21.10.2024
Overview
Prompt chaining is a powerful technique to direct your Ai to create high quality outputs, and can be done with Workflows, Easybeam's no-code Ai agent builder.
Workflows can be integrated into your flutter app (plus other platforms) with a single line of code, when powered by one of the Easybeam SDKs.
Background
It can be hard to get high quality outputs with generative Ai. We've gotten around this with lots of meta-prompting tricks, like including "think step by step", or by telling the Ai that if it doesn't perform well you're going to cut off your hands (no really).
While keeping your prompts highly specific is typically beneficial, details can get lost and quality can suffer when one prompt is trying to do too many things, or has hard requirements that need to be fulfilled.
While we typically think of interactions with the Ai as centering around a single prompt (aka single shot prompting), we can also have multiple prompts sequentially get processed before returning data to the user, this is typically know as prompt chaining.
One use case is in more sensitive user interactions, like in topics such as medicine, finance, or mental health.
Let's take a look at how we might use a prompt chain with a mental health app, specifically one that generates advice for a user.
Workflow & Beams
I want to create a prompt chain for this mental health app. I'm most concerned with producing content that gracefully handles extreme cases, and doesn't go off the rails too much. To do so we'll,
1: Assess the journal entry for risk of harm
2: Process result of harm assessment
3a: If TRUE respond with the harm prevention hotline number local to a user's country
3b: If FALSE identify the major theme of the journal
4: Use the identified theme & user data to generate advice
Let's take a look at the whole workflow in Easybeam,
Workflow Config
Here's an example of how I set up the workflow. The detail information for each step is available when you click on it in the builder window:
I have 4 variables selected, which means that this workflow expects 4 pieces of data from the user. This is what the filledVariables
reflect in the call in the flutter code;
First Beam
I'm using Groq in this example because it has the fastest inference rate of any model.
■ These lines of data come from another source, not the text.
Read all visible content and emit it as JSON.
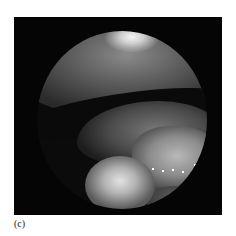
{
  "figure": {
    "caption_label": "(c)",
    "colors": {
      "background": "#ffffff",
      "frame": "#050505",
      "highlight": "#f4f4f4"
    }
  }
}
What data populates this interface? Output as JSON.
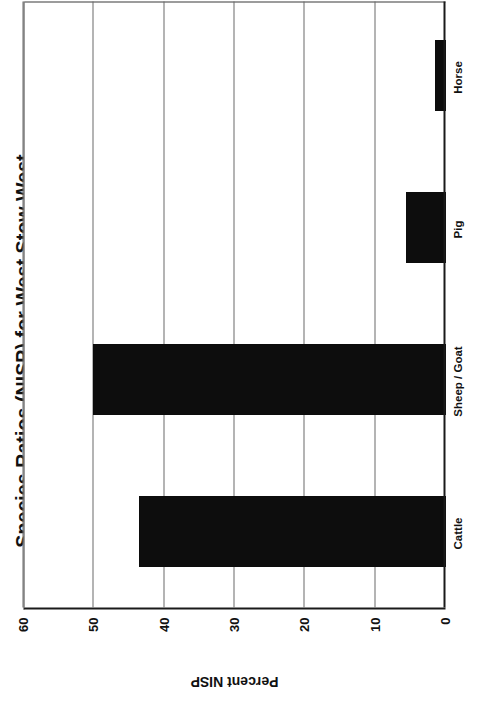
{
  "chart_data": {
    "type": "bar",
    "orientation": "horizontal",
    "title": "Species Ratios (NISP) for West Stow West",
    "xlabel": "",
    "ylabel": "Percent NISP",
    "categories": [
      "Cattle",
      "Sheep / Goat",
      "Pig",
      "Horse"
    ],
    "values": [
      43.5,
      50.0,
      5.6,
      1.4
    ],
    "series": [
      {
        "name": "Percent NISP",
        "values": [
          43.5,
          50.0,
          5.6,
          1.4
        ]
      }
    ],
    "value_axis": {
      "label": "Percent NISP",
      "min": 0,
      "max": 60,
      "tick_step": 10,
      "ticks": [
        0,
        10,
        20,
        30,
        40,
        50,
        60
      ],
      "tick_labels": [
        "0",
        "10",
        "20",
        "30",
        "40",
        "50",
        "60"
      ]
    },
    "category_axis": {
      "label": "",
      "tick_labels": [
        "Cattle",
        "Sheep / Goat",
        "Pig",
        "Horse"
      ]
    },
    "grid": {
      "value_gridlines": true,
      "category_gridlines": false
    },
    "legend": {
      "visible": false,
      "position": "none",
      "entries": []
    },
    "colors": {
      "bar_fill": "#0d0d0d",
      "grid": "#6a6a6a",
      "axis": "#1a1a1a",
      "text": "#111111",
      "background": "#ffffff"
    },
    "annotations": [],
    "page": {
      "rotation_degrees": -90,
      "note": "Figure printed sideways on the scanned page"
    }
  }
}
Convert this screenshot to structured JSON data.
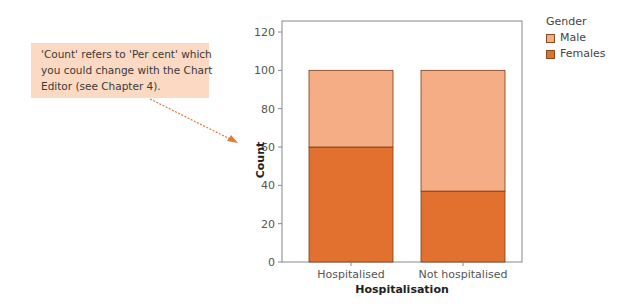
{
  "callout": {
    "lines": [
      "'Count' refers to 'Per cent' which",
      "you could change with the Chart",
      "Editor (see Chapter 4)."
    ],
    "background": "#fbd9c3",
    "arrow_color": "#e07a3a"
  },
  "legend": {
    "title": "Gender",
    "items": [
      {
        "label": "Male",
        "color": "#f5ad85"
      },
      {
        "label": "Females",
        "color": "#e2702f"
      }
    ]
  },
  "chart_data": {
    "type": "bar",
    "stacked": true,
    "title": "",
    "xlabel": "Hospitalisation",
    "ylabel": "Count",
    "ylim": [
      0,
      120
    ],
    "yticks": [
      0,
      20,
      40,
      60,
      80,
      100,
      120
    ],
    "categories": [
      "Hospitalised",
      "Not hospitalised"
    ],
    "series": [
      {
        "name": "Females",
        "values": [
          60,
          37
        ],
        "color": "#e2702f"
      },
      {
        "name": "Male",
        "values": [
          40,
          63
        ],
        "color": "#f5ad85"
      }
    ],
    "grid": false,
    "legend_position": "right"
  }
}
What's important to note here, is that you have to map the variables that the workflow receives to the variables that actually go into the portal step. So since I'm using @journal here and in the workflow, I have to set it in the inputs section of this portal.
This is important because in a workflow, variables can be filled by values the user sends in a request (workflow variables), static text, or the output of another step (which we'll look at in a sec).
Decision Beam
Here we're just checking if the output of the previous step contains YES, and if so we then route to the Serious Problem (which we'll skip for now) beam, and if not we route to the theme classification step.
Classify Theme
Here we're detecting and limiting the major themes of the advice that will be written. This will be consumed in the next step. The inputs for this step are mapped the same as in the first step.
Advice Beam
This simple prompt handles the actual generation of advice to the user. You can see that it has 4 variables, only 3 of which came from the user in our flutter code. This is because we actually want to consume the output of the previous theme identification in order to guide the generation of advice, and improve the quality of our output.
You can see that we've selected Classify themes
as the input for the theme. This takes the Ai's output from the previous step, and feeds it into where the variable @theme
was in the prompt.
Demoing
To explore the quality of our app, we can demo output before we publish it and make it available to the API.
Great! So far so good, now let's double check our negative case,
Gracefully handled.
Now let's publish,
App & Integration
We'll just have two screens, and not worry about UI for this demo.
The journal page, where they can enter their journal and some data about how they're feeling, and their age
The advice page, where the advice is streamed in to them.
First we'll add Easybeam with the following command in the root of our project,
flutter pub add easybeam_flutter
Great, now it's only a line of code to get streaming from our workflow!
Here's the main
,
Here's the JournalPage
,
Here's the AdvicePage
,
Now let's run the app and see what we get,
It works, and it streams in beautifully!
Conclusion
Prompt engineering is hard, but actually constraining your Ai can lead to higher quality outputs. Here separately handling extreme cases, identifying topics, and writing advice is just a start, but has shown how multi-step prompt chaining can guide your Ai to give your users a better Ai experience.